Gold ETFs saw a ₹725 crore net outflow in May as falling prices and mutual fund subscription caps reversed a year of record inflows. The twin tailwinds of rising gold and a weakening rupee have narrowed.
Gold ETFs in India saw a net outflow of about ₹725 crore in May, snapping more than a year of steady investor interest. The number of investor folios also fell between April and May, a sign that holders are selling rather than adding.
The reversal follows a record-breaking 2025-26, when net inflows hit ₹68,868 crore – more than double the total of the previous five fiscal years combined. In January 2026, gold ETF inflows even surpassed equity mutual fund flows for the first time, according to a Mint analysis by Deepa Vasudevan.
Two factors drove the shift.
The first is weaker demand for gold itself. Safe-haven buying dropped after tensions in the Strait of Hormuz eased. Higher import duties cut India's gold imports, and persistent US inflation stoked expectations for year-end rate hikes. That strengthened the dollar, making gold less affordable for major buyers such as India and China.
The second trigger came in early May. Prime Minister Narendra Modi urged people to reduce gold purchases. Soon after, several large mutual funds limited fresh lump-sum subscriptions into their gold ETFs and fund-of-funds that invest in them. The caps were ₹25 crore for large investors and ₹10 lakh per investor per month for smaller buyers. The funds said they wanted to curb high-net-worth and corporate inflows without hurting retail investors or systematic investment plans. Sentiment took a hit anyway.
Gold ETF returns depend on two variables: the gold price in US dollars and the rupee-dollar exchange rate. Between January 2025 and February 2026, both kicked in. Gold rose almost every month in dollar terms, while the rupee steadily depreciated. That double boost made 2025 an even better year for ETF holders than 2022, when the Ukraine war weakened the rupee but gold did not rally as sharply.
Over the past two months, the twin kicker has narrowed. Gold prices have fallen from a January peak of ₹1.64 lakh per 10 grams to roughly ₹1.40 lakh. At the same time, the rupee has stabilised. The result is flatter returns.
The restoration of oil and gas supplies could ease India's current-account deficit, which would reduce downward pressure on the rupee. That is unlikely to support near-term gold ETF returns, the Mint article notes.
Still, gold ETFs remain the best option for gold exposure in India, the analysis argues. Physical gold requires storage and security. Digital gold and e-gold platforms are unregulated – Sebi issued a warning in November 2025 about counterparty and operational risks. Electronic gold receipts trade with low liquidity, and sovereign gold bonds have not seen a new issue in months.
A Zerodha report cited in the Mint piece shows how shifting gold prices reshape demand. During the 2025 rally, jewellery demand fell while purchases of coins, bars and ETFs rose. Higher collateral values also led to a surge in retail loans against gold. If gold prices keep falling, some demand will cycle back into jewellery. ETF investors who have seen the diversification and return benefits are likely to treat any dip as temporary and buy the discount.
Prepared with AlphaScala research tooling and grounded in primary market data: live prices, fundamentals, SEC filings, hedge-fund holdings, and insider activity. Each story is checked against AlphaScala publishing rules before release. Educational coverage, not personalized advice.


▶ _The task_
Print out each entry below in full, exactly as given, excluding pictures.
(Provided entries)
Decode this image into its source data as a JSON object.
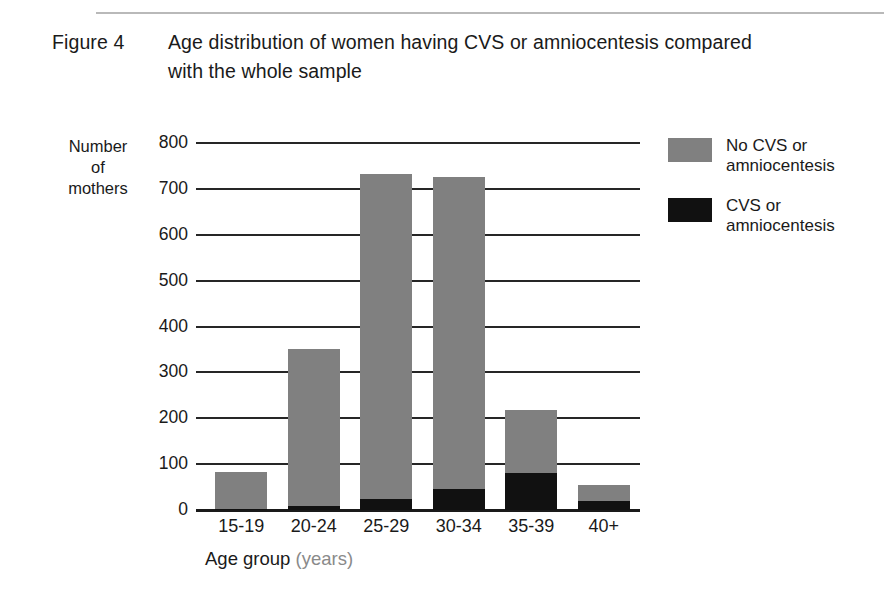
{
  "figure": {
    "label": "Figure 4",
    "title": "Age distribution of women having CVS or amniocentesis compared with the whole sample"
  },
  "axes": {
    "y_title_line1": "Number",
    "y_title_line2": "of",
    "y_title_line3": "mothers",
    "x_title": "Age group",
    "x_title_unit": "(years)",
    "y_ticks": [
      "800",
      "700",
      "600",
      "500",
      "400",
      "300",
      "200",
      "100",
      "0"
    ]
  },
  "legend": {
    "items": [
      {
        "swatch": "gray",
        "line1": "No CVS or",
        "line2": "amniocentesis",
        "color": "#808080"
      },
      {
        "swatch": "black",
        "line1": "CVS or",
        "line2": "amniocentesis",
        "color": "#111111"
      }
    ]
  },
  "chart_data": {
    "type": "bar",
    "title": "Age distribution of women having CVS or amniocentesis compared with the whole sample",
    "xlabel": "Age group (years)",
    "ylabel": "Number of mothers",
    "ylim": [
      0,
      800
    ],
    "ytick_step": 100,
    "grid": true,
    "stacked": true,
    "legend_position": "right",
    "categories": [
      "15-19",
      "20-24",
      "25-29",
      "30-34",
      "35-39",
      "40+"
    ],
    "series": [
      {
        "name": "CVS or amniocentesis",
        "color": "#111111",
        "values": [
          3,
          8,
          25,
          45,
          80,
          20
        ]
      },
      {
        "name": "No CVS or amniocentesis",
        "color": "#808080",
        "values": [
          79,
          344,
          707,
          681,
          138,
          35
        ]
      }
    ],
    "totals": [
      82,
      352,
      732,
      726,
      218,
      55
    ]
  }
}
(End Provided entries)
▶ _The completed task_
Decode this image into its source data as a JSON object.
{
  "figure": {
    "label": "Figure 4",
    "title": "Age distribution of women having CVS or amniocentesis compared with the whole sample"
  },
  "axes": {
    "y_title_line1": "Number",
    "y_title_line2": "of",
    "y_title_line3": "mothers",
    "x_title": "Age group",
    "x_title_unit": "(years)",
    "y_ticks": [
      "800",
      "700",
      "600",
      "500",
      "400",
      "300",
      "200",
      "100",
      "0"
    ]
  },
  "legend": {
    "items": [
      {
        "swatch": "gray",
        "line1": "No CVS or",
        "line2": "amniocentesis",
        "color": "#808080"
      },
      {
        "swatch": "black",
        "line1": "CVS or",
        "line2": "amniocentesis",
        "color": "#111111"
      }
    ]
  },
  "chart_data": {
    "type": "bar",
    "title": "Age distribution of women having CVS or amniocentesis compared with the whole sample",
    "xlabel": "Age group (years)",
    "ylabel": "Number of mothers",
    "ylim": [
      0,
      800
    ],
    "ytick_step": 100,
    "grid": true,
    "stacked": true,
    "legend_position": "right",
    "categories": [
      "15-19",
      "20-24",
      "25-29",
      "30-34",
      "35-39",
      "40+"
    ],
    "series": [
      {
        "name": "CVS or amniocentesis",
        "color": "#111111",
        "values": [
          3,
          8,
          25,
          45,
          80,
          20
        ]
      },
      {
        "name": "No CVS or amniocentesis",
        "color": "#808080",
        "values": [
          79,
          344,
          707,
          681,
          138,
          35
        ]
      }
    ],
    "totals": [
      82,
      352,
      732,
      726,
      218,
      55
    ]
  }
}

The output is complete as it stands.